The two became frequent collaborators, and some of Meek’s most successful records (“Ima Boss” and “Amen”, notably) are Jahlil Beats productions.
Jahlil’s production, a savvy blend of Swizz Beats’s brash programming and Mannie Fresh’s bounce, matched the rapper’s meme-worthy intensity. At that point, the Meek was still clawing his way to the top of the city’s cutthroat battle scene. I was super surprised – he ran down all the joints I did!”īorn and raised in Chester, PA – 10 minutes from Philadelphia – Jahlil Beats linked up with Meek Mill in the mid-2000s through MySpace. “I met Skrillex two years ago at Coachella. ‘Hop Out The Phantom’ doesn’t sound like a traditional EDM record, we just going into the studio and doing whatever we want.”īut there’s a level of pragmatism involved as well: “ is making big money and we’re trying to be a part of that while making great music.” Photography by: Derek Brad “Dance and hip-hop is hand in hand and it’s expanding hip-hop, honestly … but we don’t want to pigeonhole things to a genre. “A lot of these kids are turning up to trap music,” says Jahlil Beats. Rap is, after all, a form of electronic dance music. Why put this out with Dim Mak? The answer, of course, is why not? The lines between hip-hop and EDM are blurrier than ever.
The other three tracks just sound like above-average, forward-thinking 2016 hip-hop. But only one of the four tracks (the dubstep-tinged ‘No Problems’, with its builds and drops) reads as EDM. (Check out how he makes Big Sean’s haphazard flow sound precise on ‘Stoop Kid’.) And the production, handled by Jahlil Beats, is top notch. Bok is a nimble rapper, with an impressive range of expression and the type of next-level technical skill that makes Philly-bred emcees so good. This is something to think about when listening to Bok Nero’s Lorde of Legions EP, released last week as a joint effort between veteran Philadelphia producer Jahlil Beats’s Tandem label and Steve Aoki’s Dim Mak. Anything can be EDM as long there’s marketing logic to it. The boundaries of EDM remain extremely permeable. The invention of EDM made room for everything from progressive house to dubstep to “deep” house to “trap” to whatever buzz-genre we’re putting Flume in. America wanted to dance and, this being America, we needed a corporate infrastructure to make that happen. That’s not necessarily a bad thing in and of itself. And so EDM was born: neutral, untainted by history, and ready for brand activations. The “rave” culture of the UK seemed old fashioned, and familiar terms like “house” and “trance” and “techno” had for years been used interchangeably and dismissively by American outsiders to describe all dance music. In the mid-2000s, as dance music and club culture seemed poised to spill into the American mainstream, the industry needed a term for the movement that wouldn’t alienate the existing factions. The global dance scene is balkanized into thousands of micro-genres, each with its own diehard fans, many of whom are willing to fight for their particular corner of the club’s superiority. Producer Jahlil Beats wants to change that, and Andrew Friedman investigates the deal with Dim Mak that could see more rappers head to the stadium.ĮDM is a marketing term, not a genre. Plenty of popular EDM references mainstream rap, but rap’s producers and performers, for the most part, sit on the sidelines.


» Task brief
All entries below are to be duplicated verbatim.

» Stored records

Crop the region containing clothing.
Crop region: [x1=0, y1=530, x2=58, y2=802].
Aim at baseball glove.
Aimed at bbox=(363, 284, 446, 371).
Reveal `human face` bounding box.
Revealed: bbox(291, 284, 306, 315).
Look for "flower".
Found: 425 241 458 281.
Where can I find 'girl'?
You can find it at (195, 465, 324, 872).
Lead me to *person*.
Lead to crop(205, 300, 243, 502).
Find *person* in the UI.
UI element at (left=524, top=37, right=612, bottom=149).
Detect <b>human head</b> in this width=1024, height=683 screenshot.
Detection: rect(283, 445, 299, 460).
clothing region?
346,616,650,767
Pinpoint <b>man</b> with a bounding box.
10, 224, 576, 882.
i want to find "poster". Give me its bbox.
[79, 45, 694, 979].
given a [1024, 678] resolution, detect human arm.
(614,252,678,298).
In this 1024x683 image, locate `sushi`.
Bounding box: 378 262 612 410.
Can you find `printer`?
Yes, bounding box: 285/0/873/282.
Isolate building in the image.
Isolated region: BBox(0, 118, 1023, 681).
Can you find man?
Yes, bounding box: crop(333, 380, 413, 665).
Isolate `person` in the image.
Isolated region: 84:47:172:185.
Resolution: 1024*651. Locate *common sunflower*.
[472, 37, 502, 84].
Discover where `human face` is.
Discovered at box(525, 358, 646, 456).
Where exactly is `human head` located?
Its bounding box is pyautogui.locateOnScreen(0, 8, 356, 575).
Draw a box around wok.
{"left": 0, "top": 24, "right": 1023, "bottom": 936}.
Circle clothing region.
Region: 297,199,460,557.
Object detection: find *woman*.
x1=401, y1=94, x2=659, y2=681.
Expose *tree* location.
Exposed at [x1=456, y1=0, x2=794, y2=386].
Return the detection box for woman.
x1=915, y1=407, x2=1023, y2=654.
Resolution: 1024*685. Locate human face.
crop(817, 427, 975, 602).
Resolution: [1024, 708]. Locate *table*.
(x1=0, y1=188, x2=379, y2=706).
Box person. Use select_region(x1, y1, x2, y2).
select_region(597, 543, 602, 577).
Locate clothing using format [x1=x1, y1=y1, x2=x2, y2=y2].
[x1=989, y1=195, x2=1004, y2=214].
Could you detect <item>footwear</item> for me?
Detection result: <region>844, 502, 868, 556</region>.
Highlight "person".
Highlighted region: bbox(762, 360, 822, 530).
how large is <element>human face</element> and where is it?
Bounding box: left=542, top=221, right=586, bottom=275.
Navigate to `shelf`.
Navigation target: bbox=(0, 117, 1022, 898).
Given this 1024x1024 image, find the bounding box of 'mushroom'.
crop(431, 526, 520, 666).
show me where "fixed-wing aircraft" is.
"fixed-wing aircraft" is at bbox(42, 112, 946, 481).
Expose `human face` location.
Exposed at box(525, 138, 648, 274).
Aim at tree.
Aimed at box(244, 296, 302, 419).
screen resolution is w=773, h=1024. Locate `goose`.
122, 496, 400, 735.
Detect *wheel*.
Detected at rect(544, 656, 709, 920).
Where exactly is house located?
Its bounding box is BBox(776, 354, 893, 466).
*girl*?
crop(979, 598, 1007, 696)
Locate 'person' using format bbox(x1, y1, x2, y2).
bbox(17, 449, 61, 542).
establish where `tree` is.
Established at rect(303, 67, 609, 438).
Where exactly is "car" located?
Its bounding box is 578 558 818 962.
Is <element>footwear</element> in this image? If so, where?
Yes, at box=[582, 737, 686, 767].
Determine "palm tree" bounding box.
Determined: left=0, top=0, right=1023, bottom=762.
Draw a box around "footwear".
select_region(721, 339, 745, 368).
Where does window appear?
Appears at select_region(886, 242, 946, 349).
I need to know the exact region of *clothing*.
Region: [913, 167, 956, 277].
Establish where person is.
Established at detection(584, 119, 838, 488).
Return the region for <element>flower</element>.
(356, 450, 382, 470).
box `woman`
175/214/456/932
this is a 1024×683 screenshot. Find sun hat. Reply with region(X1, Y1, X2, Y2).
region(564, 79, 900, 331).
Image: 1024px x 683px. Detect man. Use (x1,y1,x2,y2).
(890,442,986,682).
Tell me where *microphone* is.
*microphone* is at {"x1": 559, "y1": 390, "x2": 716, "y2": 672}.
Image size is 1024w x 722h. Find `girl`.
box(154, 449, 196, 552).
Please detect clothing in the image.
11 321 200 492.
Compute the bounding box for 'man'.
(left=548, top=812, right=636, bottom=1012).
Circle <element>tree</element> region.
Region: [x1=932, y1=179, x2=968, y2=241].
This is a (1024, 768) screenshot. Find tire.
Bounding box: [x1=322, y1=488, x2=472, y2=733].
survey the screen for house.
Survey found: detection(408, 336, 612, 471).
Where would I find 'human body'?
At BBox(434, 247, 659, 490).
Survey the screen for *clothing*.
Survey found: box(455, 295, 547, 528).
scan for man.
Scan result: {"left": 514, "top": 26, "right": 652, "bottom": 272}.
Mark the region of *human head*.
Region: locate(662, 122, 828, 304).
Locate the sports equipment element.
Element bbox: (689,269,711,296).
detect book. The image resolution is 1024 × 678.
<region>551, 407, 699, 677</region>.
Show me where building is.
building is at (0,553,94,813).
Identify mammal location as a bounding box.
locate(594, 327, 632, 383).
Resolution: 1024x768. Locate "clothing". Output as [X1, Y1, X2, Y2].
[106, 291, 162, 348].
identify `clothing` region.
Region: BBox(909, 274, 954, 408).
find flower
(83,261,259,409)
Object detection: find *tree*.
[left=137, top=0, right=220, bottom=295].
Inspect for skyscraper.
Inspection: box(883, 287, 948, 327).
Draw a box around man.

» Task result
Crop the region containing clothing.
Crop region: [x1=0, y1=530, x2=58, y2=802].
Aim at baseball glove.
Aimed at bbox=(363, 284, 446, 371).
Reveal `human face` bounding box.
Revealed: bbox(291, 284, 306, 315).
Look for "flower".
Found: 425 241 458 281.
Where can I find 'girl'?
You can find it at (195, 465, 324, 872).
Lead me to *person*.
Lead to crop(205, 300, 243, 502).
Find *person* in the UI.
UI element at (left=524, top=37, right=612, bottom=149).
Detect <b>human head</b> in this width=1024, height=683 screenshot.
Detection: rect(283, 445, 299, 460).
clothing region?
346,616,650,767
Pinpoint <b>man</b> with a bounding box.
10, 224, 576, 882.
i want to find "poster". Give me its bbox.
[79, 45, 694, 979].
given a [1024, 678] resolution, detect human arm.
(614,252,678,298).
In this 1024x683 image, locate `sushi`.
Bounding box: 378 262 612 410.
Can you find `printer`?
Yes, bounding box: 285/0/873/282.
Isolate building in the image.
Isolated region: BBox(0, 118, 1023, 681).
Can you find man?
Yes, bounding box: crop(333, 380, 413, 665).
Isolate `person` in the image.
Isolated region: 84:47:172:185.
Resolution: 1024*651. Locate *common sunflower*.
[472, 37, 502, 84].
Discover where `human face` is.
Discovered at box(525, 358, 646, 456).
Where exactly is `human head` located?
Its bounding box is pyautogui.locateOnScreen(0, 8, 356, 575).
Draw a box around wok.
{"left": 0, "top": 24, "right": 1023, "bottom": 936}.
Circle clothing region.
Region: 297,199,460,557.
Object detection: find *woman*.
x1=401, y1=94, x2=659, y2=681.
Expose *tree* location.
Exposed at [x1=456, y1=0, x2=794, y2=386].
Return the detection box for woman.
x1=915, y1=407, x2=1023, y2=654.
Resolution: 1024*685. Locate human face.
crop(817, 427, 975, 602).
Resolution: [1024, 708]. Locate *table*.
(x1=0, y1=188, x2=379, y2=706).
Box person. Use select_region(x1, y1, x2, y2).
select_region(597, 543, 602, 577).
Locate clothing using format [x1=x1, y1=y1, x2=x2, y2=y2].
[x1=989, y1=195, x2=1004, y2=214].
Could you detect <item>footwear</item> for me?
Detection result: <region>844, 502, 868, 556</region>.
Highlight "person".
Highlighted region: bbox(762, 360, 822, 530).
how large is <element>human face</element> and where is it?
Bounding box: left=542, top=221, right=586, bottom=275.
Navigate to `shelf`.
Navigation target: bbox=(0, 117, 1022, 898).
Given this 1024x1024 image, find the bounding box of 'mushroom'.
crop(431, 526, 520, 666).
show me where "fixed-wing aircraft" is.
"fixed-wing aircraft" is at bbox(42, 112, 946, 481).
Expose `human face` location.
Exposed at box(525, 138, 648, 274).
Aim at tree.
Aimed at box(244, 296, 302, 419).
screen resolution is w=773, h=1024. Locate `goose`.
122, 496, 400, 735.
Detect *wheel*.
Detected at rect(544, 656, 709, 920).
Where exactly is house located?
Its bounding box is BBox(776, 354, 893, 466).
*girl*?
crop(979, 598, 1007, 696)
Locate 'person' using format bbox(x1, y1, x2, y2).
bbox(17, 449, 61, 542).
establish where `tree` is.
Established at rect(303, 67, 609, 438).
Where exactly is "car" located?
Its bounding box is 578 558 818 962.
Is <element>footwear</element> in this image? If so, where?
Yes, at box=[582, 737, 686, 767].
Determine "palm tree" bounding box.
Determined: left=0, top=0, right=1023, bottom=762.
Draw a box around "footwear".
select_region(721, 339, 745, 368).
Where does window appear?
Appears at select_region(886, 242, 946, 349).
I need to know the exact region of *clothing*.
Region: [913, 167, 956, 277].
Establish where person is.
Established at detection(584, 119, 838, 488).
Return the region for <element>flower</element>.
(356, 450, 382, 470).
box `woman`
175/214/456/932
this is a 1024×683 screenshot. Find sun hat. Reply with region(X1, Y1, X2, Y2).
region(564, 79, 900, 331).
Image: 1024px x 683px. Detect man. Use (x1,y1,x2,y2).
(890,442,986,682).
Tell me where *microphone* is.
*microphone* is at {"x1": 559, "y1": 390, "x2": 716, "y2": 672}.
Image size is 1024w x 722h. Find `girl`.
box(154, 449, 196, 552).
Please detect clothing in the image.
11 321 200 492.
Compute the bounding box for 'man'.
(left=548, top=812, right=636, bottom=1012).
Circle <element>tree</element> region.
Region: [x1=932, y1=179, x2=968, y2=241].
This is a (1024, 768) screenshot. Find tire.
Bounding box: [x1=322, y1=488, x2=472, y2=733].
survey the screen for house.
Survey found: detection(408, 336, 612, 471).
Where would I find 'human body'?
At BBox(434, 247, 659, 490).
Survey the screen for *clothing*.
Survey found: box(455, 295, 547, 528).
scan for man.
Scan result: {"left": 514, "top": 26, "right": 652, "bottom": 272}.
Mark the region of *human head*.
Region: locate(662, 122, 828, 304).
Locate the sports equipment element.
Element bbox: (689,269,711,296).
detect book. The image resolution is 1024 × 678.
<region>551, 407, 699, 677</region>.
Show me where building is.
building is at (0,553,94,813).
Identify mammal location as a bounding box.
locate(594, 327, 632, 383).
Resolution: 1024x768. Locate "clothing". Output as [X1, Y1, X2, Y2].
[106, 291, 162, 348].
identify `clothing` region.
Region: BBox(909, 274, 954, 408).
find flower
(83,261,259,409)
Object detection: find *tree*.
[left=137, top=0, right=220, bottom=295].
Inspect for skyscraper.
Inspection: box(883, 287, 948, 327).
Draw a box around man.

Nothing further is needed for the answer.